Mr. Higgins has repeatedly shrugged off, and his mainstream media promoters ranging from Newsweek to The Washington Post have ignored, incidents where experts ranging from MIT professor Ted Postol to FotoForensics.com founder Dr. Neal Krawetz, have dismissed Higgins as ‘not knowing what he’s talking about’ or an ‘idiot’, whether Higgins’ subject has been Syrian army free flight rockets or forensic analysis of Russian Defense Ministry satellite photos. Unfortunately many journalists, themselves unqualified in the same fields of expertise that Mr. Higgins lacks, seldom challenge Higgins to substantiate his assertions or authenticate his ‘open source’ material that in many cases, comes from Ukrainian security service assets or Syrian rebels with their own agendas. This is because Mr. Higgins and Bellingcat’s visual ‘evidence’, however challenged by other bloggers as dubious or manipulated via Photoshop (see for example, the notorious funhouse mirror distorted ‘Paris Match photo’ of a BUK missile launcher), matches up with the positions of the U.S. and UK governments. With the honorable exception of the Associated Press’ Matthew Lee, most journalists in the U.S. and Europe refuse to ask why Washington prefers to cite open source ‘social media’ over releasing satellite imagery or other crucial intelligence regarding MH17.

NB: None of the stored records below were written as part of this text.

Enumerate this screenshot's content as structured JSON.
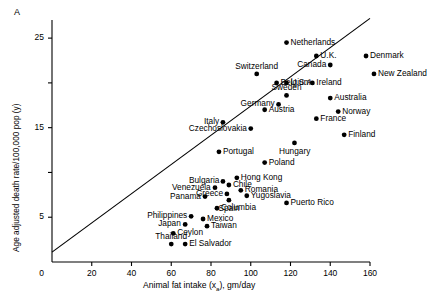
{
  "figure": {
    "panel_label": "A"
  },
  "chart_data": {
    "type": "scatter",
    "title": "",
    "xlabel": "Animal fat intake (xa), gm/day",
    "xlabel_main": "Animal fat intake (x",
    "xlabel_sub": "a",
    "xlabel_tail": "), gm/day",
    "ylabel": "Age adjusted death rate/100,000 pop (y)",
    "xlim": [
      0,
      160
    ],
    "ylim": [
      0,
      27
    ],
    "grid": false,
    "legend": "none",
    "xticks": [
      0,
      20,
      40,
      60,
      80,
      100,
      120,
      140,
      160
    ],
    "xticklabels": [
      "0",
      "20",
      "40",
      "60",
      "80",
      "100",
      "120",
      "140",
      "160"
    ],
    "yticks": [
      5,
      10,
      15,
      20,
      25
    ],
    "yticklabels": [
      "5",
      "",
      "15",
      "",
      "25"
    ],
    "ytick_labeled": [
      "5",
      "15",
      "25"
    ],
    "y_axis_zero_label": "0",
    "trendline": {
      "x0": 0,
      "y0": 1.1,
      "x1": 160,
      "y1": 27.2
    },
    "points": [
      {
        "name": "Netherlands",
        "x": 118,
        "y": 24.5,
        "lx": "right"
      },
      {
        "name": "U.K.",
        "x": 133,
        "y": 23.0,
        "lx": "right"
      },
      {
        "name": "Denmark",
        "x": 158,
        "y": 23.0,
        "lx": "right"
      },
      {
        "name": "Canada",
        "x": 140,
        "y": 22.0,
        "lx": "left"
      },
      {
        "name": "New Zealand",
        "x": 162,
        "y": 21.0,
        "lx": "right"
      },
      {
        "name": "Switzerland",
        "x": 103,
        "y": 21.0,
        "lx": "above"
      },
      {
        "name": "Belgium",
        "x": 113,
        "y": 20.0,
        "lx": "right"
      },
      {
        "name": "U.S.A.",
        "x": 118,
        "y": 20.0,
        "lx": "right"
      },
      {
        "name": "Ireland",
        "x": 131,
        "y": 20.0,
        "lx": "right"
      },
      {
        "name": "Sweden",
        "x": 118,
        "y": 18.6,
        "lx": "above"
      },
      {
        "name": "Australia",
        "x": 140,
        "y": 18.3,
        "lx": "right"
      },
      {
        "name": "Germany",
        "x": 114,
        "y": 17.6,
        "lx": "left"
      },
      {
        "name": "Austria",
        "x": 107,
        "y": 17.0,
        "lx": "right"
      },
      {
        "name": "Norway",
        "x": 144,
        "y": 16.8,
        "lx": "right"
      },
      {
        "name": "France",
        "x": 133,
        "y": 16.0,
        "lx": "right"
      },
      {
        "name": "Italy",
        "x": 86,
        "y": 15.6,
        "lx": "left"
      },
      {
        "name": "Czechoslovakia",
        "x": 100,
        "y": 14.9,
        "lx": "left"
      },
      {
        "name": "Finland",
        "x": 147,
        "y": 14.2,
        "lx": "right"
      },
      {
        "name": "Hungary",
        "x": 122,
        "y": 13.3,
        "lx": "below"
      },
      {
        "name": "Portugal",
        "x": 84,
        "y": 12.3,
        "lx": "right"
      },
      {
        "name": "Poland",
        "x": 107,
        "y": 11.1,
        "lx": "right"
      },
      {
        "name": "Hong Kong",
        "x": 93,
        "y": 9.4,
        "lx": "right"
      },
      {
        "name": "Bulgaria",
        "x": 86,
        "y": 9.0,
        "lx": "left"
      },
      {
        "name": "Chile",
        "x": 89,
        "y": 8.6,
        "lx": "right"
      },
      {
        "name": "Venezuela",
        "x": 82,
        "y": 8.3,
        "lx": "left"
      },
      {
        "name": "Romania",
        "x": 95,
        "y": 8.0,
        "lx": "right"
      },
      {
        "name": "Greece",
        "x": 88,
        "y": 7.6,
        "lx": "left"
      },
      {
        "name": "Yugoslavia",
        "x": 98,
        "y": 7.4,
        "lx": "right"
      },
      {
        "name": "Panama",
        "x": 77,
        "y": 7.3,
        "lx": "left"
      },
      {
        "name": "Spain",
        "x": 89,
        "y": 6.9,
        "lx": "below"
      },
      {
        "name": "Puerto Rico",
        "x": 118,
        "y": 6.6,
        "lx": "right"
      },
      {
        "name": "Columbia",
        "x": 83,
        "y": 6.0,
        "lx": "right"
      },
      {
        "name": "Philippines",
        "x": 70,
        "y": 5.1,
        "lx": "left"
      },
      {
        "name": "Mexico",
        "x": 76,
        "y": 4.8,
        "lx": "right"
      },
      {
        "name": "Japan",
        "x": 67,
        "y": 4.2,
        "lx": "left"
      },
      {
        "name": "Taiwan",
        "x": 78,
        "y": 4.0,
        "lx": "right"
      },
      {
        "name": "Ceylon",
        "x": 61,
        "y": 3.2,
        "lx": "right"
      },
      {
        "name": "Thailand",
        "x": 60,
        "y": 2.0,
        "lx": "above"
      },
      {
        "name": "El Salvador",
        "x": 67,
        "y": 2.0,
        "lx": "right"
      }
    ]
  }
}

Perhaps it’s time Eliot Higgins faced the tough questions the mainstream media won’t ask, and on camera. To that end, we call on any and all individuals who are able to attend the Atlantic Council event -- show up at 1030 15th St. NW at 2:30 p.m. Be respectful, but do the job mainstream media won’t do. Ask Eliot Higgins the tough questions, and bring your camera phones to record the answers.